Living Hell by Catherine Jinks – Review
What if you and the people you knew were mankind’s last hope of surviving as a species, and you were being transported by a spaceship to some distant destination to become the seeds of a new beginning for humanity? Now, what if, like HAL, the AI in 2001: A Space Odyssey by Arthur C. Clarke, your spaceship’s AI (or, in this case, its CAIP, or Core Artificial Intelligence Program), became sentient, alive, and didn’t need you around anymore? What if your spaceship thought of you as a virus inside of a living body, like the submarine that gets shrunk and injected into a human body in the movie Fantastic Voyage? How would you survive and make it to a new world to colonize it? This is the life and problems seventeen-year-old Cheney faces in Catherine Jinks’s latest YA SF novel, Living Hell.
One of the things that fans of SF look at when they’re judging the merits of one SF novel over another is if the author displays good world-building skills – does the author create a believable, and relatively original, world/universe for his/her characters to live in? Though Living Hell is Jinks’s first foray into the SF field, she’s an accomplished award-winning author of children’s and YA novels, and I’d say she does a pretty good job at world-building, though the “world” in this case is Plexus, the spaceship. Cheney, his parents, his friends, an aggressive boy he mentors, Dygall, and around 1,400 other people live in and rely on this spaceship.
Life is sweet, albeit generally a little bland, predictable, and well-ordered, aboard Plexus for several years. Cheney is one of more than seven hundred members of A Crew. A Crew and B Crew cycle, each spending four years in a “cytopic” state (basically, in suspended animation), then four of being awake and acting as crew members of Plexus. This creates a discrepancy between the actual age, and the years they appear to have aged. For instance, Cheney is seventeen in biological years, but in real-time years he is thirty-three. He has a crush on an older girl, Caromy. She is biologically twenty-one, but she’s actually “forty-one in real-time years.” Plexus is quite large, big enough that its inhabitants can do lots of the things they might do on the Earth they left behind, like play sports, hold concerts, and throw parties. In fact, Cheney gets his first inkling that something has gone wrong during the middle of a birthday party in a virtual environment in the ship’s Mimexis Chamber. He’s attending Haemon Goh’s ninth birthday party (“Haemon was turning nine, but he was really seventeen.”). The kids at the party are disappointed when the Mimexis Chamber the party is being held in is taken over by some of the adults, who need it to “run a few charts.” What Cheney learns a little later through his parents, who are Senators and scientists, is that the charts they’re running, and the calculations and planning they’re doing, is to try to perform evasive measures to get out of the way of the path of an immense wave of radiation.

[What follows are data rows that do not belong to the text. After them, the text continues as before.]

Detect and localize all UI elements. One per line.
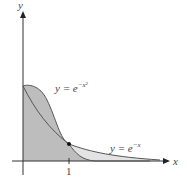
curve2-label-exponent: −x — [133, 141, 141, 149]
curve1-label: y = e−x² — [55, 82, 88, 94]
curve1-label-base: y = e — [55, 82, 78, 94]
y-axis-arrow-icon — [20, 11, 26, 18]
x-axis-arrow-icon — [163, 158, 170, 164]
plot — [0, 0, 188, 191]
tick-label-1: 1 — [66, 166, 72, 177]
curve2-label: y = e−x — [110, 142, 141, 154]
y-axis-label: y — [18, 0, 23, 11]
figure: y x 1 y = e−x² y = e−x — [0, 0, 188, 191]
intersection-point — [67, 142, 71, 146]
curve1-label-exponent: −x² — [78, 81, 88, 89]
curve2-label-base: y = e — [110, 142, 133, 154]
x-axis-label: x — [173, 156, 178, 167]
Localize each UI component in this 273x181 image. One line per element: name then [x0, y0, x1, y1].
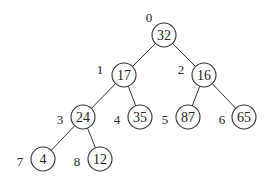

They can’t effectively evade the radiation, despite their best efforts. All they can do is to alter the ship’s course enough to avoid being hit in the direct middle of the wave. The entire population of the ship that’s not in a cytopic state – A Crew – has to go under a Red Alert. Families gather together at preassigned stations, clad in protective spacesuits, and await the worst – potentially death for everyone aboard the Plexus and an end to their mission. The radiation doesn’t seem to have much of an immediate effect, but very soon the A Crew find that, while they have not been effected outright, their ship has, and is undergoing a major change. The Plexus transforms into a living organism. Everything that is a part of the ship experiences a change, the wires becoming like veins and arteries, the automatic sliding doors change into heart-like valves that no longer want to open to let people in and out of rooms, the transport system’s vehicles leave their tracks, and even a robot dog that Yeltsin, a friend of Cheney invents, changes into a dog-like creature that no longer obeys its creator. Also, the ship’s immune system acts as if the humans within it are something like attacking bacteria. Cheney and the rest of the A Crew seem to be in an impossible situation. The communication and transportation systems they’ve relied upon no longer can be counted on.
Some of the best parts of Living Hell are those that describe the details about the problems Cheney and his friends encounter, and the clever solutions that they come up with. Jinks’s three-dimensional main characters and the descriptions of the dramatic changes Plexus goes through make Living Hell a SF book you’ll want to check out and add to your reading lists. Many of her novels have a lot of dark humor in them and I really like that. Some examples of these include Evil Genius, Genius Squad, and The Reformed Vampire Support Group, and if you haven’t yet read these novels you owe it to yourselves to read them, as well. Catherine Jinks is one of my favorite YA authors, and any time I hear about a new book of hers coming out, I want to rush out and get it.